Abstract

Myricaria laxiflora, an endangered shrub species distributed along the banks of the Yangtze River in the Three Gorges area, is completely submerged from June to October every year. It is generally assumed that summer flooding has a strong impact on the survival and growth of seedlings. We designed an outdoor randomized block experiment on the responses of seedling survival and growth to different flooding depth and flooding duration treatments during the flood season in the Three Gorges area. Seedling survival rate, aboveground biomass, belowground biomass, total biomass, root depth, length of primary branch and the number of primary and secondary branches were examined. M. laxiflora was found to acclimate to summer flooding by becoming dormant and losing biomass. Seedlings of M. laxiflora ceased growing during the summer flooding season, regardless of the flooding depth and flooding duration they were subjected to. The number of primary and secondary branches, aboveground biomass and total biomass of seedlings was reduced with prolonged flooding. The length of primary branches and aboveground biomass were more sensitive to flooding than other measured parameters and differed significantly between the onset and the end of flooding. In each flooding treatment most seedlings of M. laxiflora survived a flooding period of 2 months and recovered rapidly after the flooding was terminated in September. After 3 months of recovery, aboveground biomass, total biomass and the number of the primary branches increased significantly. Furthermore, seedling survival and growth in the flooding treatments were not significantly different from the controls both during the summer flooding stage and in the recovery stage. All of these results suggest that summer flooding does not affect seedling survival and growth in this species. On the contrary, flooding released seedlings from the stress of drought during summer and facilitated seedling establishment. M. laxiflora appears to cope adaptively with the flooding cycle by going into a state of dormancy during the flood season.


Scan the lines below; pull out those with "this".

=== Section Start ===

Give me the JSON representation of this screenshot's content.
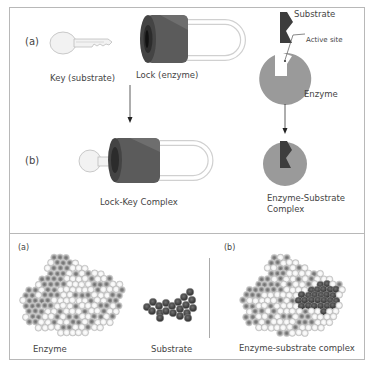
{
  "top_panel": {
    "row_a": {
      "tag": "(a)",
      "key_label": "Key (substrate)",
      "lock_label": "Lock (enzyme)",
      "substrate_label": "Substrate",
      "active_site_label": "Active site",
      "enzyme_label": "Enzyme"
    },
    "row_b": {
      "tag": "(b)",
      "lock_key_label": "Lock-Key Complex",
      "es_complex_label_line1": "Enzyme-Substrate",
      "es_complex_label_line2": "Complex"
    }
  },
  "bottom_panel": {
    "left": {
      "tag": "(a)",
      "enzyme_label": "Enzyme",
      "substrate_label": "Substrate"
    },
    "right": {
      "tag": "(b)",
      "complex_label": "Enzyme-substrate complex"
    }
  },
  "colors": {
    "lock_body": "#5a5a5a",
    "lock_dark": "#3a3a3a",
    "enzyme_fill": "#9a9a9a",
    "substrate_fill": "#3d3d3d",
    "frame": "#b8b8b8"
  }
}
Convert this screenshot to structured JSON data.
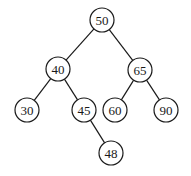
{
  "diagram": {
    "type": "binary-search-tree",
    "nodes": [
      {
        "id": "n50",
        "label": "50",
        "x": 102,
        "y": 20
      },
      {
        "id": "n40",
        "label": "40",
        "x": 58,
        "y": 69
      },
      {
        "id": "n65",
        "label": "65",
        "x": 140,
        "y": 70
      },
      {
        "id": "n30",
        "label": "30",
        "x": 27,
        "y": 110
      },
      {
        "id": "n45",
        "label": "45",
        "x": 84,
        "y": 110
      },
      {
        "id": "n60",
        "label": "60",
        "x": 115,
        "y": 110
      },
      {
        "id": "n90",
        "label": "90",
        "x": 166,
        "y": 110
      },
      {
        "id": "n48",
        "label": "48",
        "x": 111,
        "y": 153
      }
    ],
    "edges": [
      {
        "from": "n50",
        "to": "n40"
      },
      {
        "from": "n50",
        "to": "n65"
      },
      {
        "from": "n40",
        "to": "n30"
      },
      {
        "from": "n40",
        "to": "n45"
      },
      {
        "from": "n65",
        "to": "n60"
      },
      {
        "from": "n65",
        "to": "n90"
      },
      {
        "from": "n45",
        "to": "n48"
      }
    ],
    "node_radius": 12,
    "colors": {
      "stroke": "#1a1a1a",
      "fill": "#ffffff",
      "text": "#1a1a1a"
    }
  }
}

=== Section End ===

# TASK RESPONSE
Give me the JSON representation of this screenshot's content.
Convert this screenshot to structured JSON data.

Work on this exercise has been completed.